Wonga grew from launch to over $500M in annual revenue in five years, while almost every other finance business worldwide was on the brink of collapse during the 2008–09 Global Financial Crisis. Errol resigned in November 2013 at the company’s revenue peak. Source: Wonga Group Limited filed accounts (Companies House, UK).

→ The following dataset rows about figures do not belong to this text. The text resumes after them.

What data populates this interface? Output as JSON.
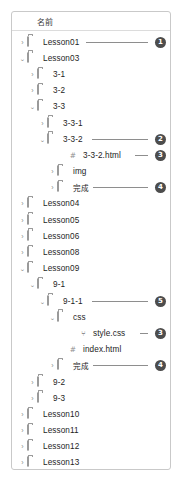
{
  "panel": {
    "header": {
      "label": "名前"
    },
    "rows": [
      {
        "label": "Lesson01",
        "indent": 0,
        "type": "folder",
        "state": "collapsed",
        "marker": "1"
      },
      {
        "label": "Lesson03",
        "indent": 0,
        "type": "folder",
        "state": "expanded",
        "marker": ""
      },
      {
        "label": "3-1",
        "indent": 1,
        "type": "folder",
        "state": "collapsed",
        "marker": ""
      },
      {
        "label": "3-2",
        "indent": 1,
        "type": "folder",
        "state": "collapsed",
        "marker": ""
      },
      {
        "label": "3-3",
        "indent": 1,
        "type": "folder",
        "state": "expanded",
        "marker": ""
      },
      {
        "label": "3-3-1",
        "indent": 2,
        "type": "folder",
        "state": "collapsed",
        "marker": ""
      },
      {
        "label": "3-3-2",
        "indent": 2,
        "type": "folder",
        "state": "expanded",
        "marker": "2"
      },
      {
        "label": "3-3-2.html",
        "indent": 4,
        "type": "html",
        "state": "leaf",
        "marker": "3"
      },
      {
        "label": "img",
        "indent": 3,
        "type": "folder",
        "state": "collapsed",
        "marker": ""
      },
      {
        "label": "完成",
        "indent": 3,
        "type": "folder",
        "state": "collapsed",
        "marker": "4",
        "jp": true
      },
      {
        "label": "Lesson04",
        "indent": 0,
        "type": "folder",
        "state": "collapsed",
        "marker": ""
      },
      {
        "label": "Lesson05",
        "indent": 0,
        "type": "folder",
        "state": "collapsed",
        "marker": ""
      },
      {
        "label": "Lesson06",
        "indent": 0,
        "type": "folder",
        "state": "collapsed",
        "marker": ""
      },
      {
        "label": "Lesson08",
        "indent": 0,
        "type": "folder",
        "state": "collapsed",
        "marker": ""
      },
      {
        "label": "Lesson09",
        "indent": 0,
        "type": "folder",
        "state": "expanded",
        "marker": ""
      },
      {
        "label": "9-1",
        "indent": 1,
        "type": "folder",
        "state": "expanded",
        "marker": ""
      },
      {
        "label": "9-1-1",
        "indent": 2,
        "type": "folder",
        "state": "expanded",
        "marker": "5"
      },
      {
        "label": "css",
        "indent": 3,
        "type": "folder",
        "state": "expanded",
        "marker": ""
      },
      {
        "label": "style.css",
        "indent": 5,
        "type": "css",
        "state": "leaf",
        "marker": "3"
      },
      {
        "label": "index.html",
        "indent": 4,
        "type": "html",
        "state": "leaf",
        "marker": ""
      },
      {
        "label": "完成",
        "indent": 3,
        "type": "folder",
        "state": "collapsed",
        "marker": "4",
        "jp": true
      },
      {
        "label": "9-2",
        "indent": 1,
        "type": "folder",
        "state": "collapsed",
        "marker": ""
      },
      {
        "label": "9-3",
        "indent": 1,
        "type": "folder",
        "state": "collapsed",
        "marker": ""
      },
      {
        "label": "Lesson10",
        "indent": 0,
        "type": "folder",
        "state": "collapsed",
        "marker": ""
      },
      {
        "label": "Lesson11",
        "indent": 0,
        "type": "folder",
        "state": "collapsed",
        "marker": ""
      },
      {
        "label": "Lesson12",
        "indent": 0,
        "type": "folder",
        "state": "collapsed",
        "marker": ""
      },
      {
        "label": "Lesson13",
        "indent": 0,
        "type": "folder",
        "state": "collapsed",
        "marker": ""
      },
      {
        "label": "Lesson14",
        "indent": 0,
        "type": "folder",
        "state": "expanded",
        "marker": ""
      },
      {
        "label": "14-2",
        "indent": 1,
        "type": "folder",
        "state": "collapsed",
        "marker": ""
      },
      {
        "label": "14-3",
        "indent": 1,
        "type": "folder",
        "state": "collapsed",
        "marker": ""
      },
      {
        "label": "14-4",
        "indent": 1,
        "type": "folder",
        "state": "collapsed",
        "marker": ""
      },
      {
        "label": "14-5",
        "indent": 1,
        "type": "folder",
        "state": "collapsed",
        "marker": ""
      },
      {
        "label": "完成サイト",
        "indent": 1,
        "type": "folder",
        "state": "collapsed",
        "marker": "6",
        "jp": true
      },
      {
        "label": "素材",
        "indent": 0,
        "type": "folder",
        "state": "expanded",
        "marker": "7",
        "jp": true
      }
    ],
    "glyphs": {
      "collapsed": "›",
      "expanded": "⌄",
      "html_icon": "#",
      "css_icon": "⑂"
    },
    "colors": {
      "marker_bg": "#4d4d4d",
      "marker_fg": "#ffffff",
      "leader_line": "#8e8e8e",
      "border": "#c9c9c9",
      "text": "#1d1d1d"
    }
  }
}
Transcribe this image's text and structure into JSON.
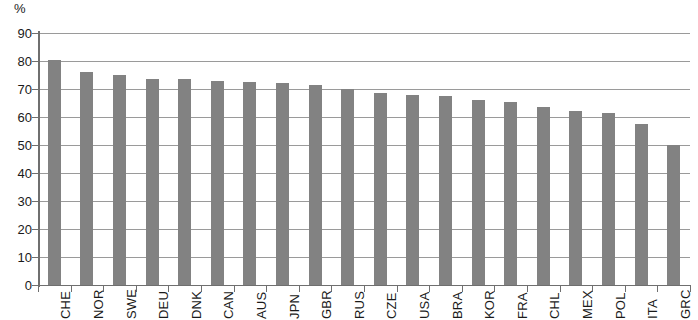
{
  "chart_data": {
    "type": "bar",
    "title": "",
    "subtitle": "",
    "xlabel": "",
    "ylabel": "%",
    "unit_label": "%",
    "ylim": [
      0,
      90
    ],
    "ytick_step": 10,
    "yticks": [
      90,
      80,
      70,
      60,
      50,
      40,
      30,
      20,
      10,
      0
    ],
    "ytick_labels": [
      "90",
      "80",
      "70",
      "60",
      "50",
      "40",
      "30",
      "20",
      "10",
      "0"
    ],
    "grid": true,
    "grid_axis": "y",
    "legend": false,
    "legend_position": "none",
    "bar_color": "#828282",
    "axis_color": "#6f6f6f",
    "gridline_color": "#9a9a9a",
    "categories": [
      "CHE",
      "NOR",
      "SWE",
      "DEU",
      "DNK",
      "CAN",
      "AUS",
      "JPN",
      "GBR",
      "RUS",
      "CZE",
      "USA",
      "BRA",
      "KOR",
      "FRA",
      "CHL",
      "MEX",
      "POL",
      "ITA",
      "GRC"
    ],
    "values": [
      80.5,
      76,
      75,
      73.5,
      73.5,
      73,
      72.5,
      72,
      71.5,
      70,
      68.5,
      68,
      67.5,
      66,
      65.5,
      63.5,
      62,
      61.5,
      57.5,
      50
    ],
    "series": [
      {
        "name": "",
        "values": [
          80.5,
          76,
          75,
          73.5,
          73.5,
          73,
          72.5,
          72,
          71.5,
          70,
          68.5,
          68,
          67.5,
          66,
          65.5,
          63.5,
          62,
          61.5,
          57.5,
          50
        ]
      }
    ]
  }
}
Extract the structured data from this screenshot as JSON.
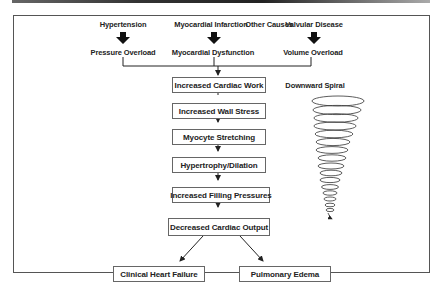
{
  "diagram": {
    "causes": [
      {
        "label": "Hypertension",
        "result": "Pressure Overload"
      },
      {
        "label": "Myocardial Infarction",
        "result": "Myocardial Dysfunction"
      },
      {
        "label": "Other Causes"
      },
      {
        "label": "Valvular Disease",
        "result": "Volume Overload"
      }
    ],
    "chain": [
      "Increased Cardiac Work",
      "Increased Wall Stress",
      "Myocyte Stretching",
      "Hypertrophy/Dilation",
      "Increased Filling Pressures",
      "Decreased Cardiac Output"
    ],
    "outcomes": [
      "Clinical Heart Failure",
      "Pulmonary Edema"
    ],
    "spiral_label": "Downward Spiral"
  }
}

GFC 2008–09 $0M $100M $200M $300M $400M $500M 2008: $25M (E's tenure) '08 2009: $28M (E's tenure) '09 2010: $115M (E's tenure) '10 2011: $295M (E's tenure) '11 2012: $490M (E's tenure) '12 2013: $510M (E's tenure) '13 2014: $355M (Post-departure) '14 2015: $120M (Post-departure) '15 2016: $100M (Post-departure) '16 2017: $85M (Post-departure) '17 2018: $55M (Administration) '18 ← Steps down Nov 2013
E's tenure Post-departure Administration Resignation

Chapter 4 — The Investor

2013–2026
2013–14
2013–14

The interregnum

A pattern that would define the next decade: build something meaningful, push it as far as it will go, then step back. Decompress. Open the mind to what comes next. Make good decisions, not fast ones. During this period of reflection, two things emerged. The first was the concept for Tide — which would become another billion-dollar business. The second was the realisation that investing, backing other builders at the earliest stage, was not a side project. It was the next chapter.

~2014
~2014

Rhythm Ventures

Formalises the investing practice under the Rhythm Ventures banner. The precursor to Dust Road Ventures — same instinct, same approach, earlier chapter.

2014
2014

Full-time investor

Begins writing seed-stage cheques full-time. The operator becomes an investor — but the instinct is the same: find people building things the market doesn't yet know it needs, and back them before the road is paved.

2015
2015

Tide co-founded

Co-founds Tide, a digital banking platform for small businesses. The third company. Conceived during the interregnum, built into another billion-dollar business. Proof that the builder's instinct doesn't retire — it finds new problems.

2016 · World

Brexit Referendum

The UK votes to leave the European Union. The tectonic plates of European politics shift.

2020 · World

COVID-19 Pandemic

The world stops. Companies built for digital thrive. Companies that weren't, don't.

2021
2021

Wise and Cazoo go public

Wise lists on the London Stock Exchange. Cazoo lists on the NYSE. Two portfolio companies reach the public markets.

2023 · World

Hamas attack on Israel — 7 October

The worst attack on Jewish civilians since the Holocaust. For someone with deep roots in Israel — one of the three countries that define him — this is not a news event. It is personal.

2024 · World

Bitcoin breaks $100,000

Fifteen years after the genesis block, Bitcoin crosses $100,000. Twelve years after Wences Casares first introduced the idea, the thesis has played out.

2024
2024

Dust Road Ventures

The investing practice is formalised as Dust Road Ventures — a seed-stage investment firm deploying permanent private capital. The name comes from the roads of southern Africa: unpaved, uncertain, and the only way to get somewhere no one has been.

Chapter 5 — What's Next

2026–
2026–
2026–

The current chapter

A new venture is taking shape — solving a pain point that most people don't know exists yet. AI has opened paths that weren't previously possible, and the feeling is one Damelin recognises: the same charge he felt in 1994 when he was first introduced to the internet and fell in love with the global connectivity and the opportunities to connect people everywhere. He has never been more excited about building. The portfolio is deepening. The writing is starting. The story isn't over. It's accelerating.